→ Dataset entries:
_ _ _ _ _ _ _

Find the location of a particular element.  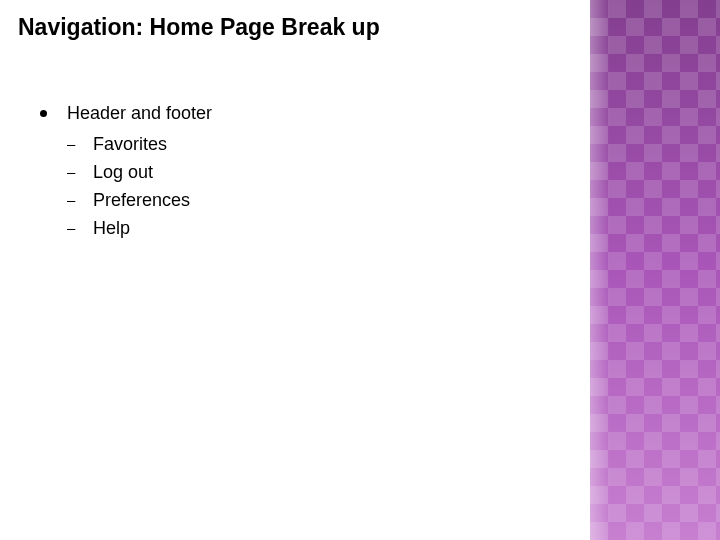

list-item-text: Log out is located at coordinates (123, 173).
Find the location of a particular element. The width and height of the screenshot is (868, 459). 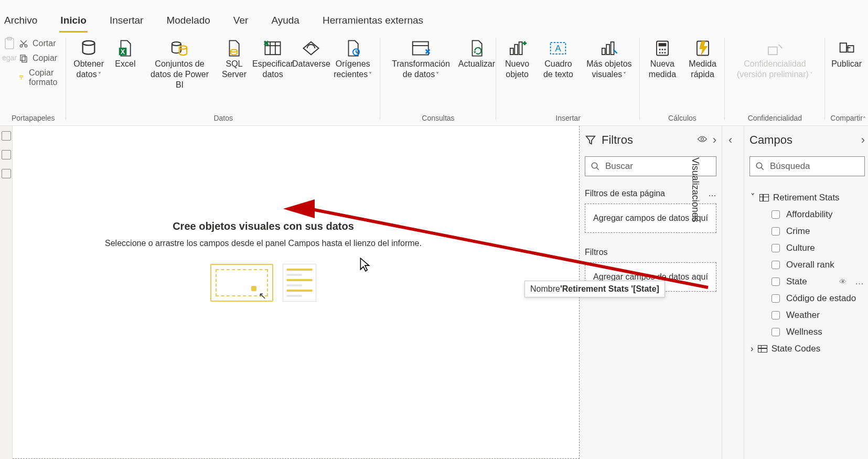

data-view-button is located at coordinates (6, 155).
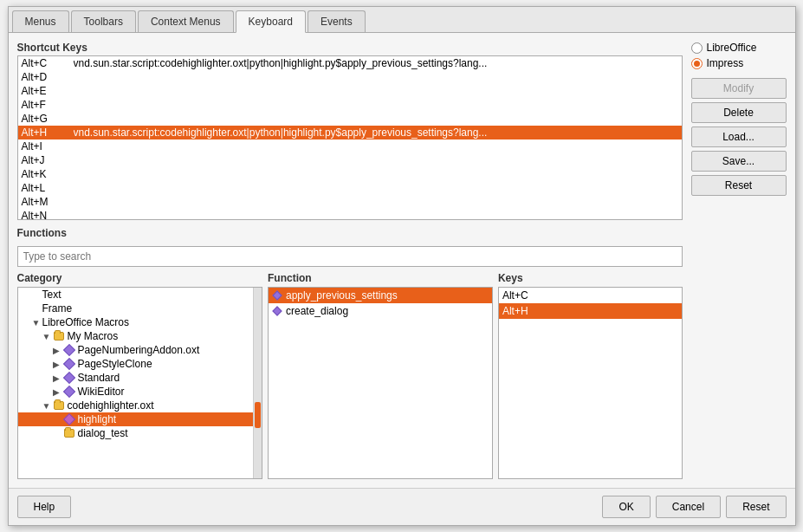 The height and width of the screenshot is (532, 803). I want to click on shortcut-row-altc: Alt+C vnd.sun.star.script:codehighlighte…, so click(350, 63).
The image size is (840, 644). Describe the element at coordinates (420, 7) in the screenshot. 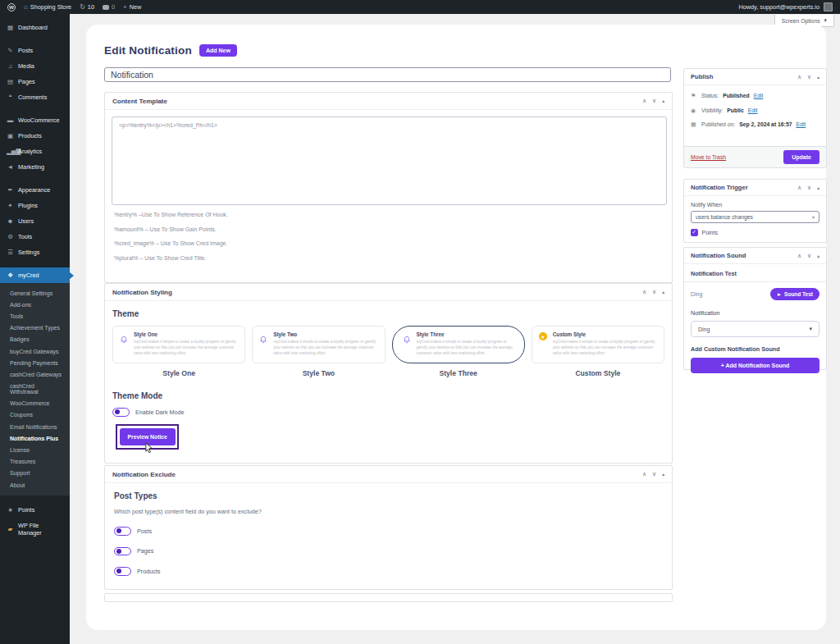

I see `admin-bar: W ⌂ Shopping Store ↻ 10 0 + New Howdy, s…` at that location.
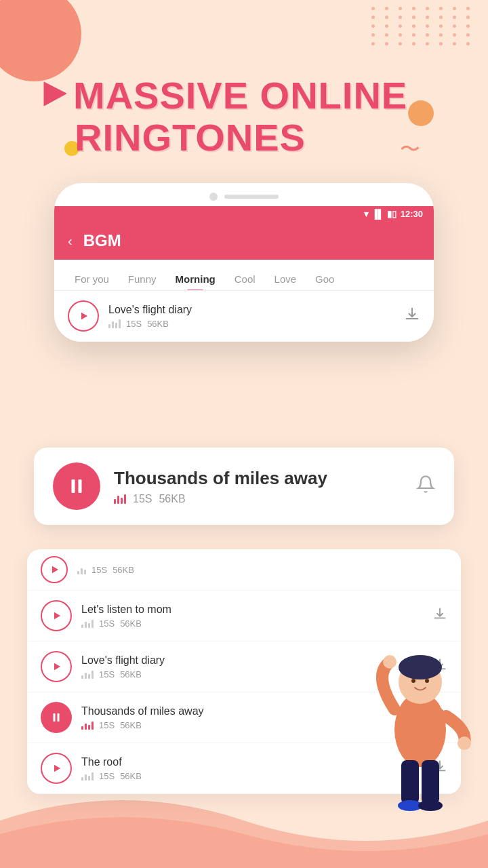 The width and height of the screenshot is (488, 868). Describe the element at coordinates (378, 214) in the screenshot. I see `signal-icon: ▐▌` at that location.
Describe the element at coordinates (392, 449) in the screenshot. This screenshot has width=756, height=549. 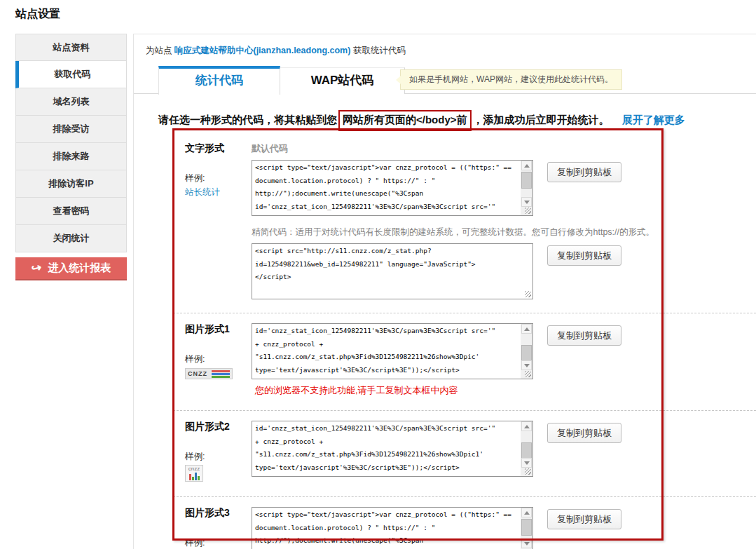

_ _ _ _ _ _ _

Transcribe the data word for word, with no images.

→ Task solution:
Find the location of a particular element.  

list-item-text: Log out is located at coordinates (123, 173).
Find the location of a particular element. The width and height of the screenshot is (868, 459). 

data-view-button is located at coordinates (6, 155).
 The height and width of the screenshot is (532, 803). I want to click on shortcut-row-altc: Alt+C vnd.sun.star.script:codehighlighte…, so click(350, 63).
The image size is (840, 644). Describe the element at coordinates (420, 7) in the screenshot. 

I see `admin-bar: W ⌂ Shopping Store ↻ 10 0 + New Howdy, s…` at that location.
 The width and height of the screenshot is (488, 868). Describe the element at coordinates (378, 214) in the screenshot. I see `signal-icon: ▐▌` at that location.
Describe the element at coordinates (392, 449) in the screenshot. This screenshot has width=756, height=549. 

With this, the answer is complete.